Gold lags behind the sell-off in risk-on instruments (equities, oil and non-USD currencies) as the fear of prolonged budgetary stalemate from the Presidential/Congressional status quo and eventual fiscal cliff threatens to erode 1% from US GDP and give no choice for the Feds but to stay on course into 2014 to the benefit of gold and precious metals.

Sterling resilient on expected BoE pause
Sterling outperforms all major currencies (except for USD & JPY) amid expectations that the Bank of England will remain on hold as the £375bn asset purchases programme expires this month. Considering the return to positive growth in Q3 and marked gains in employment, the BoE could afford to pause this week before considering an additional £50bn round in December.  Sterling gains on a relative basis, underperforming only USD and JPY.

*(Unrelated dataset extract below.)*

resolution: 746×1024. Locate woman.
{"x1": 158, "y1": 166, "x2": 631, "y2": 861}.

$1.35 EUR/USD target remains on track

Fundamentally whether the US ends up in the outbreak of the fiscal cliff or simply delays it, the materialisation or the threat of a clear deterioration in GDP (FC may cause as much as a 1% drop in GDP growth) will give no choice to the Fed but to resume (and possibly deepen) its policy of asset purchases.

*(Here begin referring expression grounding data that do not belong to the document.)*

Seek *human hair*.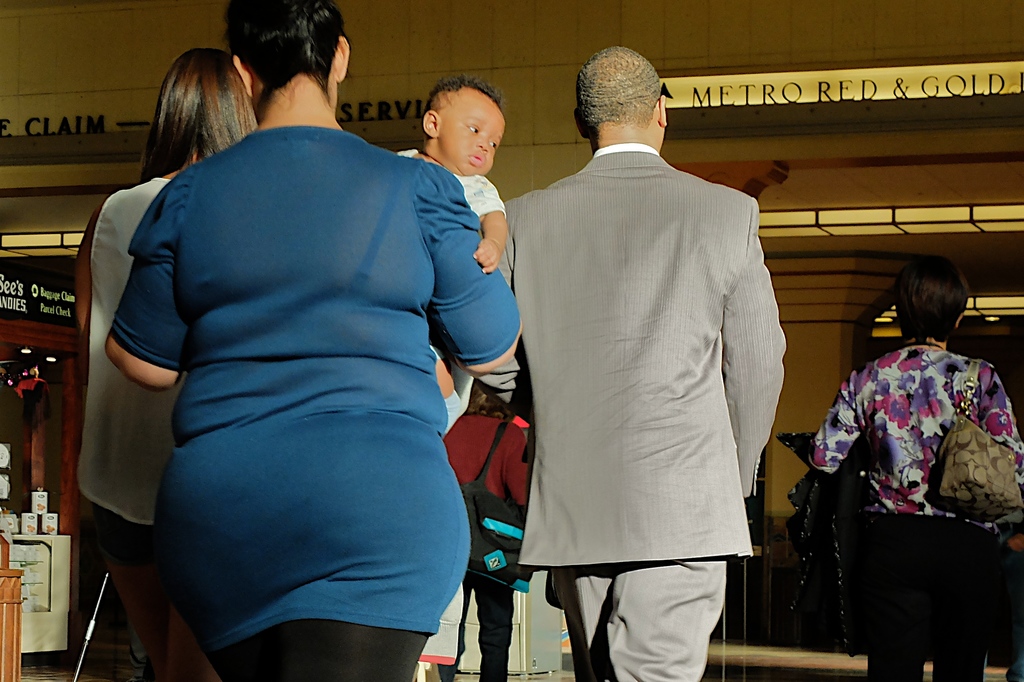
rect(895, 246, 967, 336).
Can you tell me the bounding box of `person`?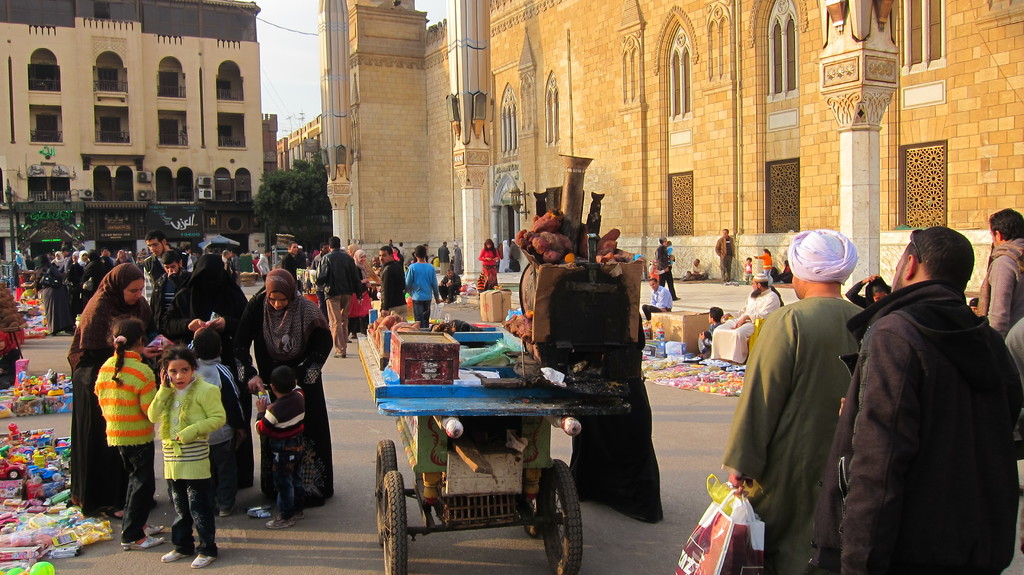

Such a US dollar-negative programme is likely to be magnified by the onset of the impact on Asia and Europe (China and eurozone GDPs may lose by 25 basis points and 50 basis points from their respective GDPs), giving the ECB no choice but to step up another form of asset purchases, with or without a formal request for aid.

Even China is in the midst of an ultra aggressive easing monetary policy, injecting as much as RMB 379 billion in open market operations last week (not as publicised as changed interest rates and reserve requirement ratios). In fact, we expect Beijing’s new leadership will go for the full fledged stimulus package after the Chinese New Year in February when markets are in a better position on where they stand with regard to the US fiscal cliff.  The drawback to such aggressive action is the inflationary repercussions (real estate and commodities), but we deem these to be secondary to the concerns stemming from the already falling demand from eurozone (Europe is no longer China’s biggest export market) and potentially sharp falloffs from the US in the event of a triggering of the fiscal cliff.

Technically euro charts helped make the case for our $1.35 EUR/USD target to remain intact, despite previous calls for it to materialise by early November. According to proprietary long term monthly stochastics, we expect interim downside to reach as low as $1.2610-30s  (according to weekly oscillators) before mounting a December rebound back to 1.32 and 1.35 towards mid Q1.